Silver Zombie - By Carole Douglas Page 0,15

the marketing genius of me.

Even a low-end Strip address takes cash money.

The moon's intensity may wax and wane, but the sun is pretty much always on full power during the southern Nevada daylight hours, spreading warm vibes and skin cancer as the tourists soak it up from under funny hats, their white-creamed noses topped by very dark sunglasses.

My Black Irish - pale complexion had made high-SPF sunscreen a constant companion even in a come-and-go sunshine state like Kansas. Sunglasses were my constant accessory too, partly to hide the fabled baby-blues I share with my elusive double, Lilith Quince, but I put Lilith out of my mind before she drove me out of it instead.

Hector's description of sleazy businesses took my Strip walk toward downtown and the last surviving, nonimploded hotel-casinos of the town's fifties and sixties heyday, when the Rat Pack of Frank Sinatra, Dean Martin, and Sammy Davis, Jr., ran wild in Vegas instead of werewolf mobsters.

After weaving almost to the streetlamps to miss a steamy tourist array of sun-baked Goth and punk leather, I spotted a stunning gold-and-ebony sign above a shop frontage.

CHEZ SHEZ, the gilt letters read, just as I'd recommended.

"Chez" - pronounced as in "the wonderful one-horse shay" - was French for "house of." "Shez" was short for "Shezmou," the ancient Egyptian name for "vengeful, beheading demon under-god who's got great hands for neck-twisting as well as wine-pouring and massage."

The line of women wasn't blocks long, but they did almost kick me to the curb, literally. I'd been dodging ill-intentioned Jimmy Choos since Sheena, the weather witch at WTCH-TV in Kansas, so I simply hopped and skipped around them to the front door, which was manned by ... a woman.

Of my acquaintance.

She was also one don't-cross tiger of a female, Grizelle, Snow's shape-shifting security chief at the Inferno Hotel.

Right now she was all woman, six-foot-three of ridiculously high-priced and small-sized designer suit and stiletto heels on a velvet-black frame. Her skin was moire black taffeta, subtly marked with the shadow of tiger stripes. Little-known fact: all spotted and striped cats have skin to match. Grizelle in human form was almost as formidable as her six-hundred-pound white-tiger self. Her eyes were jungle green and her manicure was vampire red.

I'd worn my air-sole sneakers for my Strip stroll - the silver familiar was so ashamed of my unfashionable look it was hiding out as a toe-ring - so I was more pipsqueak than usual measuring up to her. But height is attitude, not altitude.

So I showed some.

"New job as a shop doorman, Grizelle? Was Snow so miffed by your last foiled attempt to stop my Inferno comings and goings that he fired you?" I taunted. "Naughty, naughty kitty. Maybe I can put in a good word for you with Nightwine Productions, Inc."

"I don't do door duty anywhere," she answered. "I was just leaving after I saw the low-rent party hanging around inside. Seeing as you're entering, I'll stick around awhile longer." She fanned the taloned fingers of her right hand.

"Delilah," said a deep male voice from within.

I promptly did a do-si-do around Grizelle's statuesque presence and doffed my sunglasses. I still had to blink for several seconds to see in the comparatively dim interior.

What I saw was tall, dark-haired, and not unhandsome, but unfortunately, it was not my indebted demigod, Shezmou.

"Sansouci," I said with surprise. "Fancy finding you here. Needing a manicure? Or just a good chiropractic neck adjustment?"

I'm no squirt, but most men of my acquaintance flirt with six-foot-something. Now - between the head muscle for both the werewolf mob and Snow's hellish Inferno operation - I was feeling distinctly outgunned.

Yet intrigued.

"I didn't know you two knew each other," I commented, switching my gaze from Sansouci to Grizelle like a nervous, well, gazelle. She scared me a lot more than he did, perhaps because I'd done her boss wrong in a very big way.

The pause became what you could call pregnant.

Grizelle tossed her mane of spangled dreadlocks that much resembled an Egyptian wig. I wondered if Shezmou had seen her yet. They'd make an awesome power couple.

"The doors are barred for now," Grizelle told me. "You can gawk a bit and then you should leave. I'm here for a private business conference with the owner."

"Me too." Sansouci's wolfish grin looked really rakish on a closeted vampire, trust me. "I represent the Gehenna werewolves," he continued, "but I have time to show you and the little lady around."

He had a gift for irritating in stereo.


## YOUR GOAL
Read the records beneath this task and copy every line that contains the string "mark".

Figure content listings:
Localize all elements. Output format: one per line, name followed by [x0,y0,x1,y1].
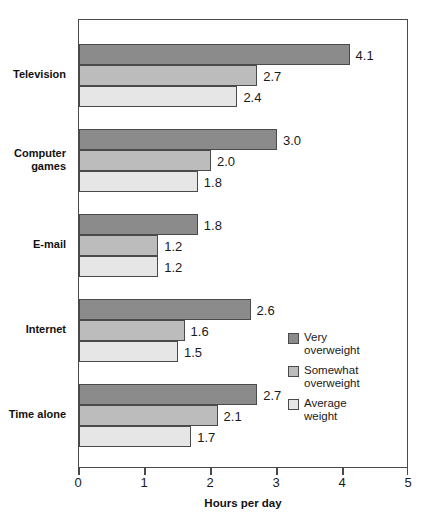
x-tick-mark [144,468,146,475]
bar [79,235,158,256]
bar-value-label: 1.2 [164,259,182,274]
bar [79,384,257,405]
bar-row: 4.1 [79,44,407,65]
bar [79,65,257,86]
x-tick-mark [276,468,278,475]
bar-chart: 4.12.72.43.02.01.81.81.21.22.61.61.52.72… [0,0,429,523]
bar-value-label: 2.6 [257,302,275,317]
category-label: E-mail [0,238,66,251]
legend-label: Average weight [304,397,347,423]
x-tick-mark [78,468,80,475]
bar-value-label: 3.0 [283,132,301,147]
bar-row: 2.0 [79,150,407,171]
bar-row: 2.7 [79,65,407,86]
bar [79,299,251,320]
bar-value-label: 2.4 [243,89,261,104]
x-tick-label: 4 [338,475,345,490]
bar [79,214,198,235]
x-tick-label: 2 [206,475,213,490]
bar [79,129,277,150]
bar-row: 2.6 [79,299,407,320]
legend-item: Very overweight [288,331,398,357]
x-axis-title: Hours per day [78,497,408,509]
x-tick-label: 5 [404,475,411,490]
bar [79,256,158,277]
x-axis: 012345 [78,468,408,475]
bar-value-label: 1.8 [204,217,222,232]
bar-row: 1.2 [79,235,407,256]
x-tick-label: 3 [272,475,279,490]
bar-value-label: 1.5 [184,344,202,359]
bar [79,171,198,192]
category-label: Computer games [0,147,66,173]
bar-row: 1.8 [79,214,407,235]
bar [79,44,350,65]
bar-row: 2.4 [79,86,407,107]
bar [79,341,178,362]
x-tick-label: 0 [74,475,81,490]
legend-swatch [288,366,299,377]
bar-group: 4.12.72.4 [79,44,407,110]
bar-value-label: 2.0 [217,153,235,168]
bar-row: 1.8 [79,171,407,192]
category-label: Time alone [0,408,66,421]
bar-value-label: 4.1 [356,47,374,62]
bar-group: 3.02.01.8 [79,129,407,195]
bar [79,405,218,426]
bar-value-label: 2.7 [263,387,281,402]
legend-swatch [288,399,299,410]
category-label: Internet [0,323,66,336]
bar [79,86,237,107]
bar [79,320,185,341]
x-tick-mark [210,468,212,475]
bar-value-label: 1.6 [191,323,209,338]
bar-value-label: 2.1 [224,408,242,423]
legend: Very overweightSomewhat overweightAverag… [288,331,398,430]
category-label: Television [0,68,66,81]
legend-item: Average weight [288,397,398,423]
bar-value-label: 1.7 [197,429,215,444]
legend-swatch [288,333,299,344]
bar [79,426,191,447]
bar-value-label: 1.2 [164,238,182,253]
legend-item: Somewhat overweight [288,364,398,390]
x-tick-mark [342,468,344,475]
x-tick-label: 1 [140,475,147,490]
bar-value-label: 1.8 [204,174,222,189]
bar-value-label: 2.7 [263,68,281,83]
legend-label: Somewhat overweight [304,364,360,390]
bar-row: 1.2 [79,256,407,277]
bar-row: 3.0 [79,129,407,150]
legend-label: Very overweight [304,331,360,357]
bar [79,150,211,171]
x-tick-mark [407,468,409,475]
chart-title [0,0,429,1]
bar-group: 1.81.21.2 [79,214,407,280]
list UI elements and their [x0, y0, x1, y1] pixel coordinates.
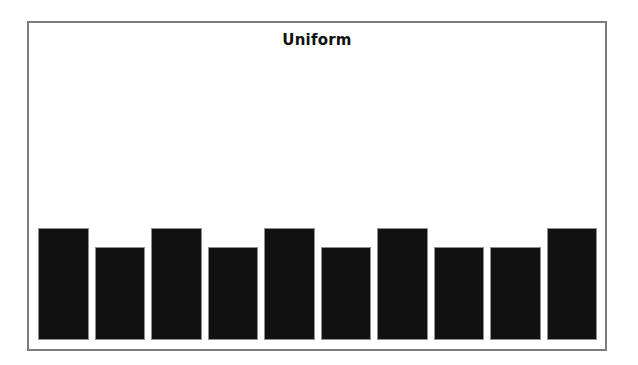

## WRITTEN SOLUTION
x-tick-mark [144,468,146,475]
x-tick-mark [276,468,278,475]
x-tick-mark [78,468,80,475]
x-tick-mark [210,468,212,475]
x-tick-mark [342,468,344,475]
x-tick-mark [407,468,409,475]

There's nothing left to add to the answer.